BosunoB|10 months ago

You are absolutely right that AGI will probably barely resemble LLMs, but this is kind of beside the point. An LLM just has to get good enough to automate sufficiently complicated coding tasks, like those of coding new AI experiments. From there, researchers can spin off new experiments rapidly and make further improvements. An AGI will likely have vastly different architecture from an LLM, but we will only discover that through likely hundreds of thousands of experiments with incremental improvements.

This is the ai-2027.com argument. LLMs only really have to get good enough at coding (and then researching), and it's singularity time.

chpatrick|10 months ago

I feel like every time AI gets better we shift the goalposts of AGI to something else.

MoonGhost|10 months ago

> Now we're up to o4, AGI is still not even in near site (depending on your definition, I know)

It's not only definition. Some googler was sure their model was conscious.

actsasbuffoon|10 months ago

Meanwhile even the highest ranked models can’t do simple logic tasks. GothamChess on YouTube did some tests where he played against a bunch of the best models and every single one of them failed spectacularly.

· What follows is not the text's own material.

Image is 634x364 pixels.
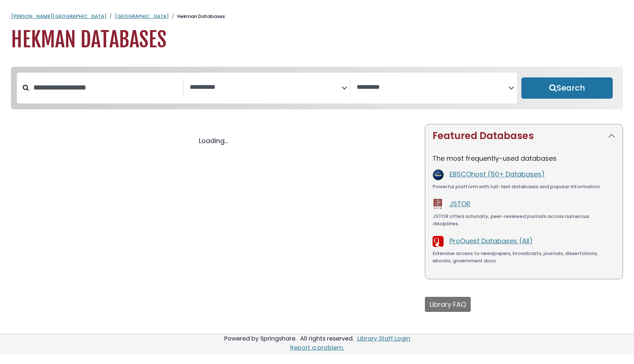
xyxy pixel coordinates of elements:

They’d happily lose a queen to take a pawn. They failed to understand how pieces are even allowed to move, hallucinated the existence of new pieces, repeatedly declared checkmate when it wasn’t, etc.

I tried it last night with Gemini 2.5 Pro and it made it 6 turns before it started making illegal moves, and 8 turns before it got so confused about the state of the board before it refused to play with me any longer.

I was in the chess club in 3rd grade. One of the top ranked LLMs in the world is vastly dumber than I was in 3rd grade. But we’re going to pour hundreds of billions into this in the hope that it can end my career? Good luck with that, guys.

JFingleton|10 months ago

I'm not sure why people are expecting a language model to be great at chess. Remember they are trained on text, which is not the best medium for representing things like a chess board. They are also "general models", with limited training on pretty much everything apart from human language.

An Alpha Star type model would wipe the floor at chess.

schindlabua|10 months ago

Chess is not exactly a simple logic task. It requires you to keep track of 32 things in a 2d space.

I remember being extremely surprised when I could ask GPT3 to rotate a 3d model of a car in it's head and ask it about what I would see when sitting inside, or which doors would refuse to open because they're in contact with the ground.

It really depends on how much you want to shift the goalposts on what constitutes "simple".

LinuxAmbulance|10 months ago

> We had serious news outlets write about senior people at OpenAI quitting because o1 was SkyNet

I wonder if any of the people that quit regret doing so.

Seems a lot like Chicken Little behavior - "Oh no, the sky is falling!"

How anyone with technical acumen thinks current AI models are conscious, let alone capable of writing new features and expanding their abilities is beyond me. Might as well be afraid of calculators revolting and taking over the world.